“Without continual growth and progress, such words as improvement, achievement, and success have no meaning. -Benjamin Franklin” (yourworldwithin.com). Benjamin Franklin was not only one of the founding fathers but he also achieved great achievement as an author, politician, scientist, and mathematician. Although Franklin was born into a poor family, that did not stop him from getting to where he is today. Even though Benjamin Franklin had a job and little time to learn, he was able to understand Newton's theories of physics as a teenager; his showcased his brightness and natural intelligence.
I want to explore and talk about their lives, and how their experiences based on their paths, gender, and even religion educated them and made them the influential people they are considered today. Franklin was born into a not so wealthy family. However, he was still educated, and his father wanted him to become a priest. Franklin didn’t want that and eventually his father realized this. Franklin eventually went to a printing press and wrote.
He then worked for his father creating candles but firmly disliked it and craved for more of his life. Franklin’s love for writing grew and desired to join a printing company and soon left for London to follow his dream. There, he worked harder than anyone else, “They wondered to see, from this and several instances, that the Water-American, as they called me, was stronger than themselves, who drank strong beer” (Autobiography of Benjamin Franklin, 34)! When he returns to Philadelphia, he is met by a friend Meredith when they decide to manage Keimer’s press printing company. Franklin succeeds in the business and makes great money and soon is the official printer for the Pennsylvania Assembly.
The book itself outlines all the ways in which Franklin rises up to become better than the people who were superior to him earlier on in his life. Franklin’s brother thought that he was superior to Franklin, so in order to enact revenge Franklin moves to Philadelphia and becomes success in the printing business in the new world. This is what spurs his desire for self betterment
He originally wanted to become perfect, but he was never able to achieve this goal. Franklin was trying to reach perfection, and this excerpt documents that struggle. Many people try to reach a higher level of humanity, but none are able to achieve it. People will alway be flawed, no matter how they may wish this was not the case. “...I believe this [is] the case of many, who, having, for want of some
Enlightenment philosophical concepts were mostly centered on moving away from absolute monarchies, were they held all the power but to a democracy where people were able to corporate their ideas in government and make decisions. From these teachings and new intellectual discoveries, The Enlightenment influenced the American and French revolution as well as the Latin Wars. John Locke 's Ideas were heavily utilized in both the American and French revolutions. In the American Revolution, his three rights for all were incorporated in their Declaration of Independence from the British monarchy. Similar clashes between the government and the governed occurred in Haiti.
Succinctly, Franklin believed in the existence of a divine power, but also believed that this power did not intervene into the daily lives of people. Franklin was quite open with his religion, meaning that he did not discriminate against other religions and is once found in a Quaker meeting (pg. 6 of The Autobiography of Benjamin Franklin, 1791). Much like today’s American fundamentals, Franklin believed in allowing people to worship freely, without discernment or prejudice toward other
The Enlightenment sparked and altered many future events because of its significant ideas. The main ideas of the Enlightenment were reason, individualism, Fraternity, and skepticism. The Enlightenment was a time for people to use reason and represent individualism because people were skeptical of old beliefs, and therefore they
• Jean-Jacques Rousseau was another philosophe and he believed that human beings were born good but were spoiled by society • Society set people against each other and made them unequal and unhappy • The philosophe Denis Diderot did a lot to spread the ideas of the Enlightenment • He created the Encyclopedie which filled 35 volumes • Its articles encouraged freedom of expression, urged education for all, and criticized slavery and religion. • This was one of the greatest accomplishments of the Enlightenment C. The Enlightenment and Society • Enlightenment ideas spread quickly • Many of the philosophes knew each other personally and gathered in homes of the rich who supported the philosophers • They believed in freedom and equality, even for women, but not equal to men • Mary Wollstonecraft of Great Britain protested for equal rights to women • She believed that women could become equal to men through education • Governments and the Roman Catholic Church considered the new ideas a threat • They practiced
America contains many authors who have tried to help society live better lives, ones of felicity as Benjamin Franklin so aptly referred to. Authors, such as Franklin, taught his reader, through his biography that the best way to achieve happiness was to better oneself, through at least having the appearance of virtue. F. Scott Fitzgerald taught people that living life with honesty and not facades were the best ways to live life. Fitzgerald is responding through Gatsby to Franklin in what he has to say about how to achieve happiness. Fitzgerald does not necessarily agree with what Franklin says in the sense that just having the appearance of virtue is enough to achieve a happy life.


* [EXERCISE DIRECTIONS]: Across the records that follow, determine how many lines contain "space" and give only the resulting number.

● ● ● ● ●

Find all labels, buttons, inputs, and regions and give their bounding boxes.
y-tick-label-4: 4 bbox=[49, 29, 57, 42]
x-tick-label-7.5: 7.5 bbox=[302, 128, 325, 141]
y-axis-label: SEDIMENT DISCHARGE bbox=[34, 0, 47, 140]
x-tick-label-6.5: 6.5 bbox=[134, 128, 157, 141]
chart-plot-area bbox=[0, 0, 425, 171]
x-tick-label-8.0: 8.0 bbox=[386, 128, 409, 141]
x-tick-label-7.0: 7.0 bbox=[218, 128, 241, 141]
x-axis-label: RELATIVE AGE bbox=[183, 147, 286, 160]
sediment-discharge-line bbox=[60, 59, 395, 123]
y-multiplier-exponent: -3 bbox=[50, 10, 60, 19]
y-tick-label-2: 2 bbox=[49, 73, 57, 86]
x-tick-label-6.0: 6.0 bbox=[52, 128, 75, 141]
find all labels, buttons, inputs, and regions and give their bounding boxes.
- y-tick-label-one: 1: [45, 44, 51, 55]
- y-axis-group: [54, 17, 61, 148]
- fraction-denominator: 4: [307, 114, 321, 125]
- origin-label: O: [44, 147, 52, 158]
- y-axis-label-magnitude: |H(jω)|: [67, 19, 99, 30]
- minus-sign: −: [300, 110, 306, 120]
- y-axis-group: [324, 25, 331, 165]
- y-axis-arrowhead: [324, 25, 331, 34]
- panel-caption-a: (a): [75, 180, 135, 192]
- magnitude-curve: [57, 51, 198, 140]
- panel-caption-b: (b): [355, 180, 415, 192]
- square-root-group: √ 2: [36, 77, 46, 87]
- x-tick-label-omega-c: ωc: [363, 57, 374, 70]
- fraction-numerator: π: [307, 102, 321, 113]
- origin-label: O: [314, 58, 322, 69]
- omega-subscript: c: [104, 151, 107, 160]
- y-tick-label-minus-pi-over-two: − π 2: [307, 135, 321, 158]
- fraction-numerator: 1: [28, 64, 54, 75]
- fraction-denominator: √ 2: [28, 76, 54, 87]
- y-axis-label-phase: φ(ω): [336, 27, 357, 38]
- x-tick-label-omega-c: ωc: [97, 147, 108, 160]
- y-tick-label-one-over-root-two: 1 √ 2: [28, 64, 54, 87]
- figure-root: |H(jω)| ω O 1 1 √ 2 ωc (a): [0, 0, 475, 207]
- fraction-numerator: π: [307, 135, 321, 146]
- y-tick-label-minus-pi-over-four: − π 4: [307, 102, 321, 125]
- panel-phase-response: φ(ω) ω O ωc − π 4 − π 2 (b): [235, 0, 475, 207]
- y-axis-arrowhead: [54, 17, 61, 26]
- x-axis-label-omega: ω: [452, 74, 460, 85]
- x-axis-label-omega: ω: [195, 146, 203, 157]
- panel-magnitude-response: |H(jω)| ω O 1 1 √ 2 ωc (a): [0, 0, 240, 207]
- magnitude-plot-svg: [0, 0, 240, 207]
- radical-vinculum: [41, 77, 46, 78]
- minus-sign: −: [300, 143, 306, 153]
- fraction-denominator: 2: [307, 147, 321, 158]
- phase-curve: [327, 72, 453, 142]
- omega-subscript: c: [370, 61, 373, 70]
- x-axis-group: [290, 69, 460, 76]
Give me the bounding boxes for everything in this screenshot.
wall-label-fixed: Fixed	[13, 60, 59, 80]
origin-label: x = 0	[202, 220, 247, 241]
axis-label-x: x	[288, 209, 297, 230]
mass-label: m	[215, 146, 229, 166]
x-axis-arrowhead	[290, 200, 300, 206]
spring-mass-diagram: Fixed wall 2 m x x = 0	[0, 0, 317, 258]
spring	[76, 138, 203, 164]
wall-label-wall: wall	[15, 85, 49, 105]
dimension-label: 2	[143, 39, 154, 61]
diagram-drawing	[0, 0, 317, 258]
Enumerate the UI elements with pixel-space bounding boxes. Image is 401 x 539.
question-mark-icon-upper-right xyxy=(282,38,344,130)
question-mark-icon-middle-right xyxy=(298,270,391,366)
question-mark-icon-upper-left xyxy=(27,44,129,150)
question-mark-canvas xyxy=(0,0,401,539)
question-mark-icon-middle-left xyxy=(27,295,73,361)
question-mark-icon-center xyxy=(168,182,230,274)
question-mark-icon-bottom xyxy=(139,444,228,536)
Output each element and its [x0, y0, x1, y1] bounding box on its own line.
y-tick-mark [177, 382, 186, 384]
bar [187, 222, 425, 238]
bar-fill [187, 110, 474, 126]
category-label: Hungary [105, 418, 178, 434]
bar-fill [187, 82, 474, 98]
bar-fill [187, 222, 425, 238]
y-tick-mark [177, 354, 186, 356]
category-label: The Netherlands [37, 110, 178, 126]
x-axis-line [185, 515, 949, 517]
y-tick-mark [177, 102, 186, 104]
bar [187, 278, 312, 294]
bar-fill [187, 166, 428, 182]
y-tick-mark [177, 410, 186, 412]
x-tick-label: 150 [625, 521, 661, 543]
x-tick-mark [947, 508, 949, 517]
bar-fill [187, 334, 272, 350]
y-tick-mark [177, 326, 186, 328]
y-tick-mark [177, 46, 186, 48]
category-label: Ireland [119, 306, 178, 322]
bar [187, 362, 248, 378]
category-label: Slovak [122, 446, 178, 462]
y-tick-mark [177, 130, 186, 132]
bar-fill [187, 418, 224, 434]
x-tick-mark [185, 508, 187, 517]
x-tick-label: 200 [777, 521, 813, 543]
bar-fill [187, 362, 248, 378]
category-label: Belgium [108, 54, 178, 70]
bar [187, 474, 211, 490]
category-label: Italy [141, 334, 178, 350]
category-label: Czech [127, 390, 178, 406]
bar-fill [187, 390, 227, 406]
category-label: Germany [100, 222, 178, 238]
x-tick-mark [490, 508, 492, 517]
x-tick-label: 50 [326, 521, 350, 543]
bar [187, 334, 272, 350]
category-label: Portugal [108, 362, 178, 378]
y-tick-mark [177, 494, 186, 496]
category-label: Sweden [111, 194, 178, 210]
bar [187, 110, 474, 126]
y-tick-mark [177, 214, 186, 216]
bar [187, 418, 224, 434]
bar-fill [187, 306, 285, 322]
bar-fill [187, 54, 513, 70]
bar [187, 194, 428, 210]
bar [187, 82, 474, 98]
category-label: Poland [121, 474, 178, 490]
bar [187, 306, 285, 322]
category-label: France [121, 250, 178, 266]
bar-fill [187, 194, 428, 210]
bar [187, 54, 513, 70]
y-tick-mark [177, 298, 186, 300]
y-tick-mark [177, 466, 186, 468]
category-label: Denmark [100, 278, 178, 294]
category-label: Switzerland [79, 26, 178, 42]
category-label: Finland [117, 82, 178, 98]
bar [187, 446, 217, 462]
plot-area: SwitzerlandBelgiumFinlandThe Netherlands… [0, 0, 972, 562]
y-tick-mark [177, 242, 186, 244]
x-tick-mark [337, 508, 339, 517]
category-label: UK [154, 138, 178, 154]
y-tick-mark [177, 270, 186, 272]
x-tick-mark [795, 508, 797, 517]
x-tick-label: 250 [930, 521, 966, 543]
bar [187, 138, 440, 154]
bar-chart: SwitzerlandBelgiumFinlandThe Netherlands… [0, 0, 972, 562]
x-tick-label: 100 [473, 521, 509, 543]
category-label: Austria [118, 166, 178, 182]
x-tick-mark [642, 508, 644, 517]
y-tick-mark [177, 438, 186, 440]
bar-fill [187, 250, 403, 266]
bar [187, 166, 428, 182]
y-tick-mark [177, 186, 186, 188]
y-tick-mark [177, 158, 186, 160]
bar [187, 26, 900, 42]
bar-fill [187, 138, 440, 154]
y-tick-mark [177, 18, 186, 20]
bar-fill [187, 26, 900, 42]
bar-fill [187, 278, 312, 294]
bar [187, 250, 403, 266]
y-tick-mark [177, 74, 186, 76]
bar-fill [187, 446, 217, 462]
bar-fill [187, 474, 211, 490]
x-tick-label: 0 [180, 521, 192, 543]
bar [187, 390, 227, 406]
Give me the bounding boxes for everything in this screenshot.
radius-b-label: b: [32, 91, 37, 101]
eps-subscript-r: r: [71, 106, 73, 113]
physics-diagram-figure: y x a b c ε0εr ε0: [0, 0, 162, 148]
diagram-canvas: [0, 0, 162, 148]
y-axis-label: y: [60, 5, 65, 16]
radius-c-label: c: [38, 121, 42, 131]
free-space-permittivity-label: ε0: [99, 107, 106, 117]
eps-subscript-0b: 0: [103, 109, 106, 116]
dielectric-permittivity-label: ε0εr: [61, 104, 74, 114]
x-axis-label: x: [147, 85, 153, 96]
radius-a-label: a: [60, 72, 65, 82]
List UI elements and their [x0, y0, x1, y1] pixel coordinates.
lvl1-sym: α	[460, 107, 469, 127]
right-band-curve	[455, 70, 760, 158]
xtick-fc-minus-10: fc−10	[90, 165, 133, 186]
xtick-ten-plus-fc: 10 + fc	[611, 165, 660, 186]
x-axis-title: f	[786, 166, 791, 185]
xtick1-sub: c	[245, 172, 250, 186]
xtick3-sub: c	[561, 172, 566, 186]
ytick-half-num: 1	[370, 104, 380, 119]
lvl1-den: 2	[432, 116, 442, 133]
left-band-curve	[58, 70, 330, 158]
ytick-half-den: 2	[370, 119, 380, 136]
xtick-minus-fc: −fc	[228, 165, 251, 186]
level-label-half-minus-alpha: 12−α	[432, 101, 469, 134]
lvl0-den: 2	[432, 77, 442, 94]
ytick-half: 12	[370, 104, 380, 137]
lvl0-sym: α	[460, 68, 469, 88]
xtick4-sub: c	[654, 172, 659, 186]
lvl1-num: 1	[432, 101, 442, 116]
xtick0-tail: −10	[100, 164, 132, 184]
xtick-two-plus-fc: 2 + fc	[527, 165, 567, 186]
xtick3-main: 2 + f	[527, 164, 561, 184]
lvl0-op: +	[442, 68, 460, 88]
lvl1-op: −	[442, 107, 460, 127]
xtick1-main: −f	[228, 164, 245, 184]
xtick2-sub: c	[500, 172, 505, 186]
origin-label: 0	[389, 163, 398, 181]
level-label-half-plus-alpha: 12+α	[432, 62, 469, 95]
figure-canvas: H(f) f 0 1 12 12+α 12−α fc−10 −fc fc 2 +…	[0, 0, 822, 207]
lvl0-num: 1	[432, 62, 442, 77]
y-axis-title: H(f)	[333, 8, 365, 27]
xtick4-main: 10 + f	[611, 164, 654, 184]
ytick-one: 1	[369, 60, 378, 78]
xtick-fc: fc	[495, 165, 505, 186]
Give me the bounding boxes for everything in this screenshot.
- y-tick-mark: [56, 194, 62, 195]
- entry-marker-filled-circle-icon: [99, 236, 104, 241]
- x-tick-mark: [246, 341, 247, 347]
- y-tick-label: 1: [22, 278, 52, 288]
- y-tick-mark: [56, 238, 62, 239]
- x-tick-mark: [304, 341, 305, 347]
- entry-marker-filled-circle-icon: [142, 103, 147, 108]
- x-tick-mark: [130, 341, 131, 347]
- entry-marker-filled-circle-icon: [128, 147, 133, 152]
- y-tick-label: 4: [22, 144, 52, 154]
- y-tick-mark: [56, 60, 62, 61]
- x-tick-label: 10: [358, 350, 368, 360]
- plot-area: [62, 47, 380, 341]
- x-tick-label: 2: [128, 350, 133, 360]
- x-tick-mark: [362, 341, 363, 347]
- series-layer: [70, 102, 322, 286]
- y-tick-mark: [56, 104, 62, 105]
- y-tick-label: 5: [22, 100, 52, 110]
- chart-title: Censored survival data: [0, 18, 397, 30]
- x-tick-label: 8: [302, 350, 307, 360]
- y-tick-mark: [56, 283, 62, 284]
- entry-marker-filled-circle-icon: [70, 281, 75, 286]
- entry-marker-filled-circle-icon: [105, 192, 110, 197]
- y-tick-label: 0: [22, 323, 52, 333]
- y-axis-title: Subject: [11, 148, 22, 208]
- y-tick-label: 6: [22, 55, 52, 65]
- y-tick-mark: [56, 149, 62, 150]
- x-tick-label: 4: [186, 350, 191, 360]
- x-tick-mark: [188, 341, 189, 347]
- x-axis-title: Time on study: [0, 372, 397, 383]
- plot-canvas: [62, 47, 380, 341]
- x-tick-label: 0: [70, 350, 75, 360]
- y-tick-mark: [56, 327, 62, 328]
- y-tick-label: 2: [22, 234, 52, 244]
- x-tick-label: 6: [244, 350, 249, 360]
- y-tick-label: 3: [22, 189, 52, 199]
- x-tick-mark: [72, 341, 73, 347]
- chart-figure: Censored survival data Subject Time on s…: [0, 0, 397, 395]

● ● ● ● ●

* [ANSWER BOX]: 2